RealEstateReportReady

February 10, 2026 · 9 min read

Beneficial Ownership: What You Actually Need to Collect and Why

By RealEstateReportReady Team

What beneficial ownership means, who counts as a beneficial owner, what data you need from them, and how to handle the 111 fields without losing your mind.

What beneficial ownership actually means

When an LLC buys a property, the LLC is just a legal wrapper. The question the government wants answered is: which real human beings actually own or control this entity? Those humans are the beneficial owners, and they are the entire point of the reporting requirement. Shell companies are useful for money laundering precisely because they hide the people behind them. This rule forces disclosure.

There are two ways a person qualifies as a beneficial owner. First, anyone who directly or indirectly owns 25% or more of the entity. If three people each own a third of an LLC, all three are beneficial owners. Second, anyone who exercises substantial control over the entity, regardless of their ownership percentage. A CEO who owns 1% of the company is still a beneficial owner because of their control.

What counts as substantial control

Substantial control is broader than most people expect. It includes any senior officer: CEO, COO, CFO, General Counsel, or equivalent. It includes anyone who can appoint or remove officers or a majority of directors. It includes anyone who makes important decisions for the entity, and FinCEN defines "important decisions" broadly: selling major assets, mergers, major expenditures, compensation of senior officers, choosing business lines, or approving operating budgets.

There is also a catch-all: "any other form of substantial control." This exists to prevent creative structuring designed to avoid disclosure. If someone effectively controls the entity through unconventional arrangements, they are still a beneficial owner even if they do not fit neatly into the categories above.

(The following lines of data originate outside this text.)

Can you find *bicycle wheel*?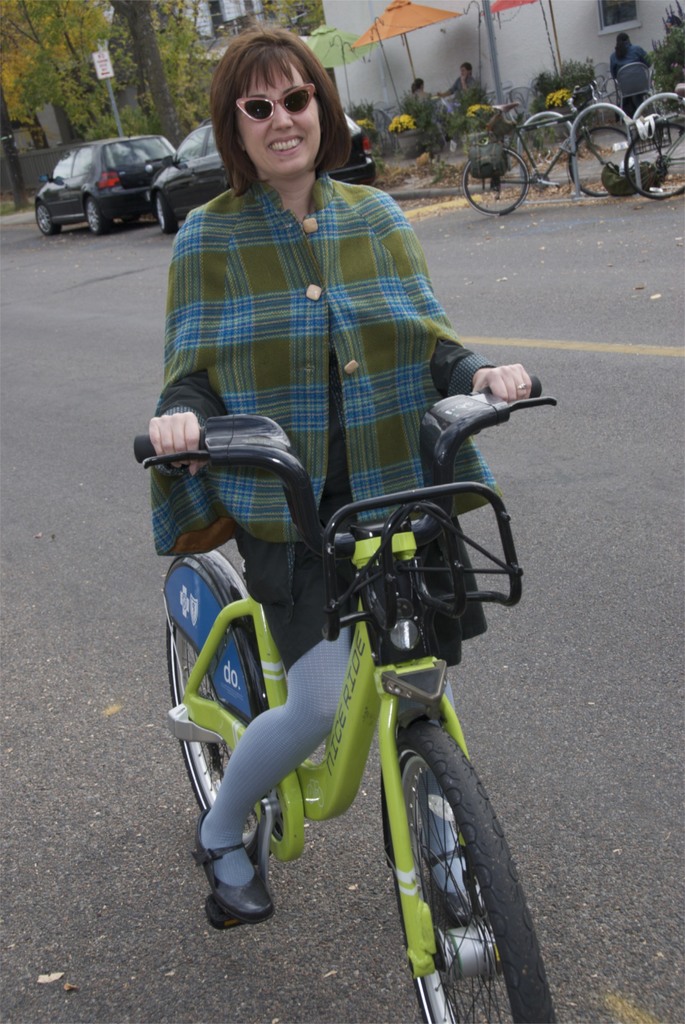
Yes, bounding box: Rect(621, 115, 684, 200).
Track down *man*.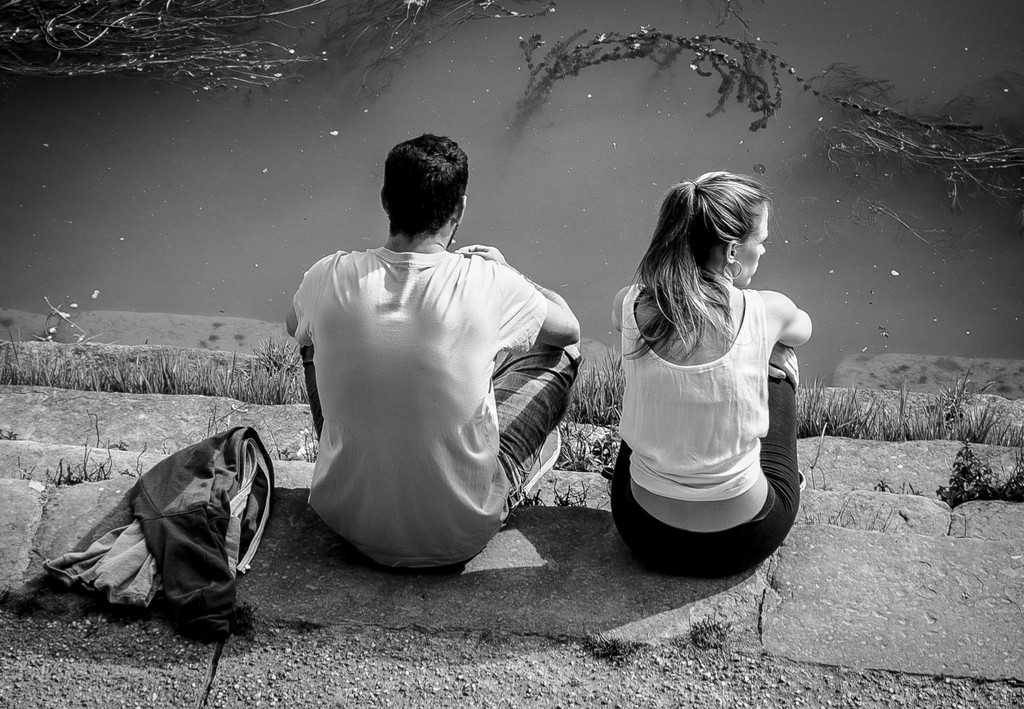
Tracked to region(272, 132, 580, 589).
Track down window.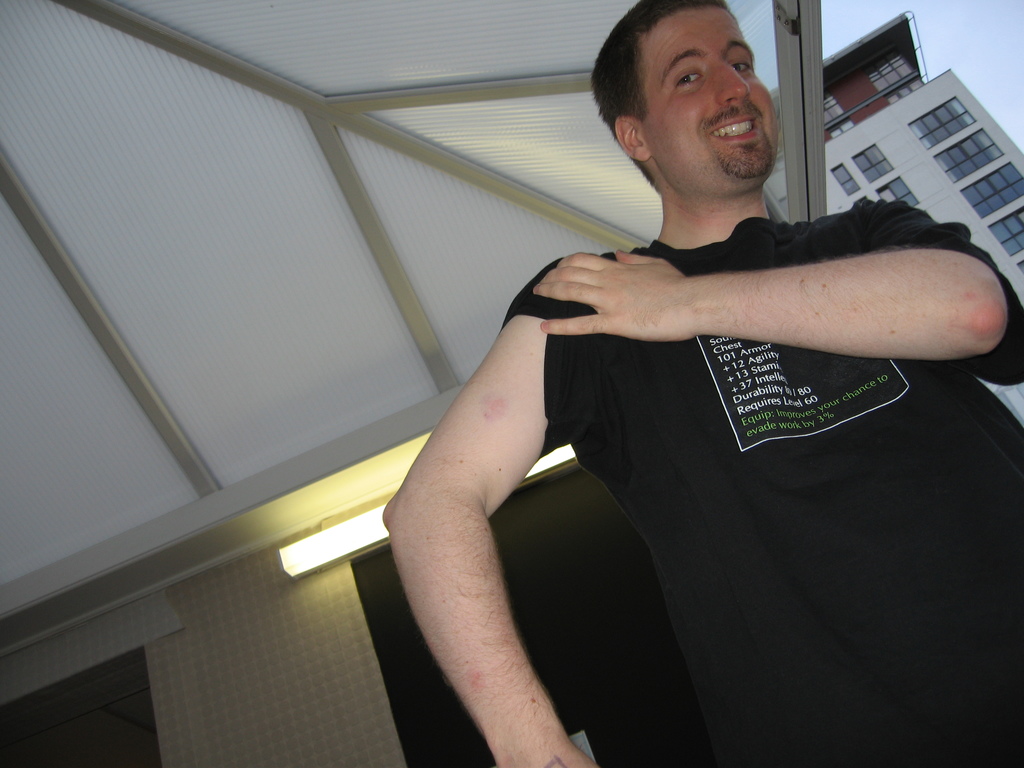
Tracked to [863,49,923,106].
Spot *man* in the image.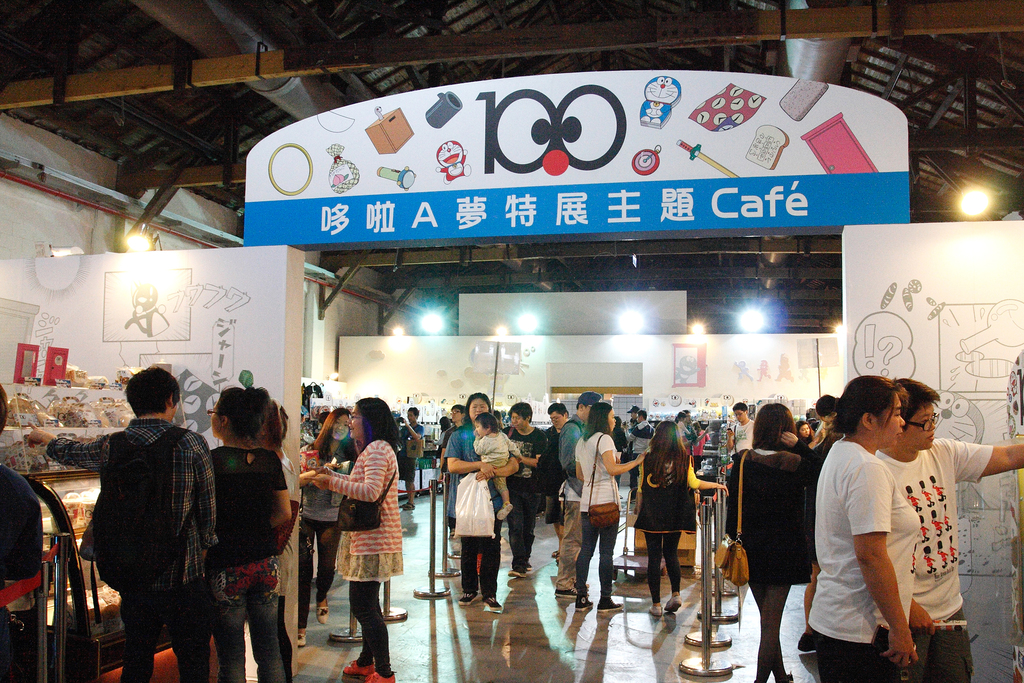
*man* found at <region>500, 402, 551, 578</region>.
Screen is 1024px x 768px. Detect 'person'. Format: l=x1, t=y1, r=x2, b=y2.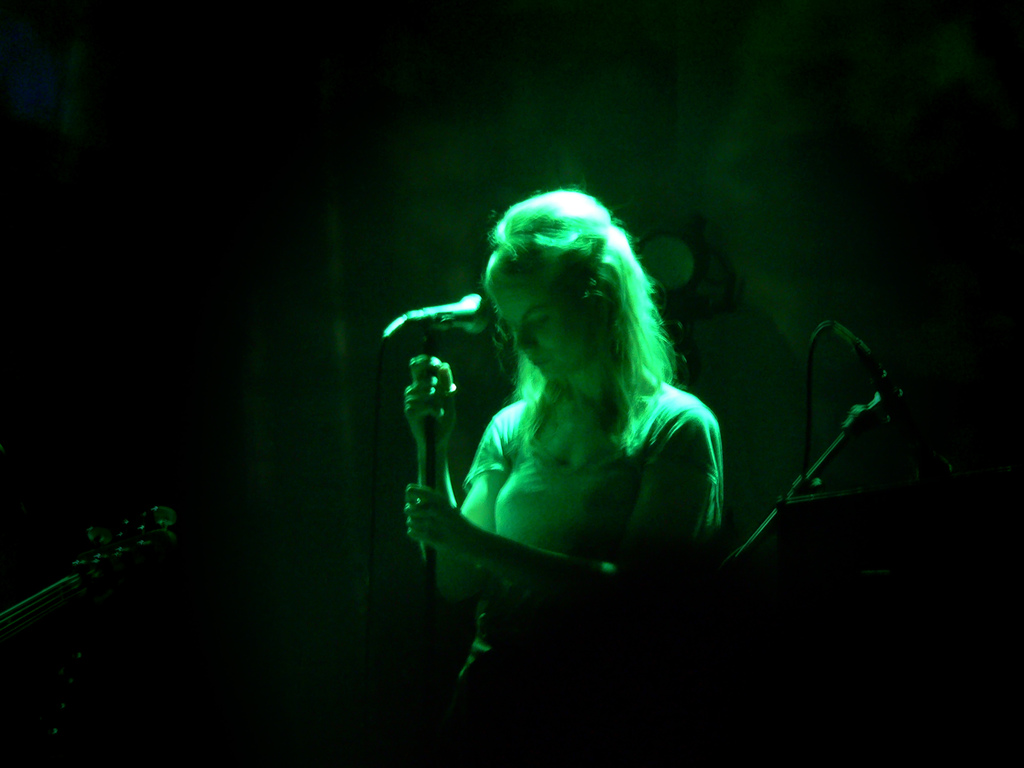
l=417, t=162, r=729, b=575.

Beneficial owners of trusts

Trusts have their own set of rules for identifying beneficial owners. The following people qualify: trustees, any individual with authority to dispose of trust assets, a sole beneficiary who can demand a distribution or withdraw substantially all assets, the grantor or settlor if they have the right to revoke the trust, and the beneficial owners of any entity or trust that holds one of these positions.

In practice, revocable living trusts typically have straightforward beneficial ownership: the grantor who created the trust and can revoke it. Irrevocable trusts with multiple beneficiaries and independent trustees get more complex. When the trust structure is not immediately clear from the documents you have, escalate and get the trust instrument reviewed before making assumptions.

The specific data points you need for each beneficial owner

For every beneficial owner identified, you need to collect: full legal name, date of birth, current residential address (not a business address or P.O. box), citizenship, and a taxpayer identification number (Social Security Number for U.S. persons, or ITIN for non-citizens).

You also need to document the basis for their beneficial ownership: do they qualify because they own 25% or more, because they exercise substantial control, or both? For trusts, which role do they hold: trustee, grantor, beneficiary, or person with disposal authority? This is not just a data collection exercise. It is the substance of what FinCEN wants to know.

The 111 fields, broken down

The 111-field count sounds intimidating, but it is less scary once you see how it breaks down. The Real Estate Report has six sections: reporting person information (your firm's details), property information (address, legal description, purchase price, payment details), transferor information (the seller), transferee entity or trust information (the buyer's entity name, address, TIN, formation jurisdiction, entity type), information about individuals representing the transferee, and beneficial owner information.

FinCEN estimates that roughly 60% of the fields need to be completed for a typical transaction. Not every field applies to every deal. The beneficial ownership section is the most labor-intensive because you need the data listed above for every qualifying individual. A single-member LLC is simple. A multi-layered entity structure with several owners and officers requires more work.

When buyers push back on providing this information

They will. Asking for Social Security numbers, dates of birth, and residential addresses feels invasive to many buyers, especially those who formed an LLC specifically for privacy. You need to be prepared for resistance.

The response is straightforward: this is a federal reporting requirement under the Bank Secrecy Act, not a request from your firm. The reporting person is legally obligated to file this information with FinCEN. You are not asking as a favor. If you handle the conversation early in the transaction rather than springing it at the closing table, you get much better cooperation.

If a buyer refuses to provide beneficial ownership information, document the refusal in writing, note what information was requested and when, and escalate according to your firm's policy. Do not just skip the fields and file an incomplete report. And do not skip the filing entirely. Both of those create worse problems than the awkward conversation.